10.4: Edit binary (and normal) plist files with vim
Aug 10, '05 09:34:00AM
Contributed by: moritzh
If you are like me and hate to use Apple's Property List Editor program with its limited capabilites to edit plist files (no searching, always starting with a view with all contents hidden etc.) and prefer to use vim instead for text editing, this one is for you. Using this vim script I created, you can use vim to automatically handle the plist files stored in binary format (new in 10.4). Place the script at the bottom in your .vimrc file. Note that this hint is obviously inspired by some other hints on the same topic but when using emacs.
What does it do? It reads a plist file, checks and memorizes if it is binary, converts it to plain text if necessary and turns on syntax highlinghting for XML. When you save the file again, it is converted to binary again for writing if it was binary in the beginning. If the file was not binary or if the conversion to binary fails (which can happen if you have syntax errors in your file), the file is stored in text format. If an originally-binary plist is saved as plain text due to syntax errors and you fix the errors and save the file again, it is written in binary format. If you open a binary file and just view it without making any changes, you can still exit from vim using the normal :q (no need for :q!) and the file is left untouched (still in binary format). All this should work even when working with several buffers (files), when reading a file into an existing buffer, or when only writing parts of a buffer to file.
Some things to note:
- The file content is examined in vim and the result from the external conversion using plutil from the Apple Developer Tools is inserted in vim. Using this approach, there is no need for an external shell script which converts a plist file and then hands it off to vim.
- Looking at the conversion commands suggests vim is using pipes, but it actually uses temporary files for the external filtering. Not as elegant, but at least you don't need to create/delete the temp files yourself.
- As has been pointed out in the discussions on those hints: There is no need to save an originally-binary plist in binary format after editing, and some plain text plist files (for startup deamons) must not be saved as binary plist files. But since many people seemed to want to save in binary format anyway, I included the functionality with the needed checks.
- An alternative approach for converting back to binary would be to let plutil act externally on the file after it has been saved in text format (autocmd BufWritePost,FileWritePost *.plist !plutil -convert binary1). The problem with this approach is that vim sees that the timestamp of the file has changed and warns you about it, which is annoying. Well, it does so most of the time. Sometimes, when the conversion happens in the same second as the writing, the time stamp is not changed, so there wil be no warning. At least I think that's the reason; the help files in vim are a bit contradictory about what mechanism is really used to detect if a file changed externally or not.) I tried several ways of disabling this warning, but the behavior was never really satisfying. If you have suggestions, post a comment. (Please do try your method yourself; there are many things which you realize don't work as intended only after using them for a while. Well, that was the case for me at least.)
- It seems to me that the autocommands get executed in any case (e.g. for BufWritePost), even if your file was really modified externally and you answer no to vim's question if you want to save anyway. So in some really rare cases, this might have some side effects.
Any suggestions for improvements are welcome, this is the first time I do anything other than simple changes to my .vimrc file.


§ Work required: Exact reproduction of all the entries is required, without any of their pictures.

-=-=-

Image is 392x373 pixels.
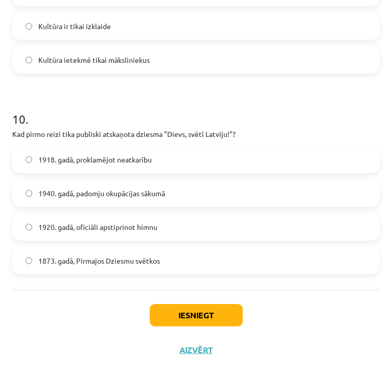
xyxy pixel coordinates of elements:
h1: 10 . [12,94,379,126]
span: 1920. gadā, oficiāli apstiprinot himnu [38,222,157,232]
input: Kultūra ir tikai izklaide [26,23,32,30]
span: Kultūra ir tikai izklaide [38,21,111,32]
p: Kad pirmo reizi tika publiski atskaņota dziesma "Dievs, svētī Latviju!"? [12,129,379,139]
input: 1940. gadā, padomju okupācijas sākumā [26,190,32,197]
input: Kultūra ietekmē tikai māksliniekus [26,57,32,63]
input: 1918. gadā, proklamējot neatkarību [26,156,32,163]
button: Aizvērt [177,345,215,355]
input: 1873. gadā, Pirmajos Dziesmu svētkos [26,257,32,264]
input: 1920. gadā, oficiāli apstiprinot himnu [26,224,32,230]
button: Iesniegt [150,304,243,326]
span: 1918. gadā, proklamējot neatkarību [38,154,152,165]
span: 1873. gadā, Pirmajos Dziesmu svētkos [38,255,160,266]
span: 1940. gadā, padomju okupācijas sākumā [38,188,165,199]
span: Kultūra ietekmē tikai māksliniekus [38,55,150,65]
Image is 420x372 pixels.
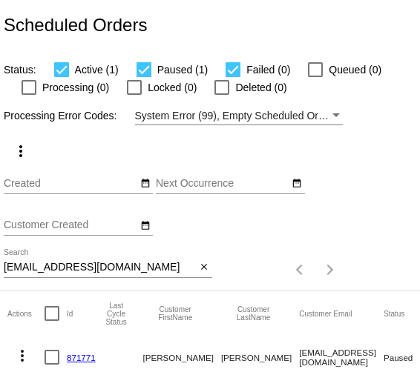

-=-=-

§ Output of the exercise:
Image is 392x373 pixels.
xyxy pixel coordinates of elements:
h1: 10 . [12,94,379,126]
span: 1920. gadā, oficiāli apstiprinot himnu [38,222,157,232]
input: Kultūra ir tikai izklaide [26,23,32,30]
span: Kultūra ir tikai izklaide [38,21,111,32]
p: Kad pirmo reizi tika publiski atskaņota dziesma "Dievs, svētī Latviju!"? [12,129,379,139]
input: 1940. gadā, padomju okupācijas sākumā [26,190,32,197]
input: Kultūra ietekmē tikai māksliniekus [26,57,32,63]
input: 1918. gadā, proklamējot neatkarību [26,156,32,163]
button: Aizvērt [177,345,215,355]
input: 1873. gadā, Pirmajos Dziesmu svētkos [26,257,32,264]
input: 1920. gadā, oficiāli apstiprinot himnu [26,224,32,230]
button: Iesniegt [150,304,243,326]
span: 1918. gadā, proklamējot neatkarību [38,154,152,165]
span: 1873. gadā, Pirmajos Dziesmu svētkos [38,255,160,266]
span: 1940. gadā, padomju okupācijas sākumā [38,188,165,199]
span: Kultūra ietekmē tikai māksliniekus [38,55,150,65]
Image is 420x372 pixels.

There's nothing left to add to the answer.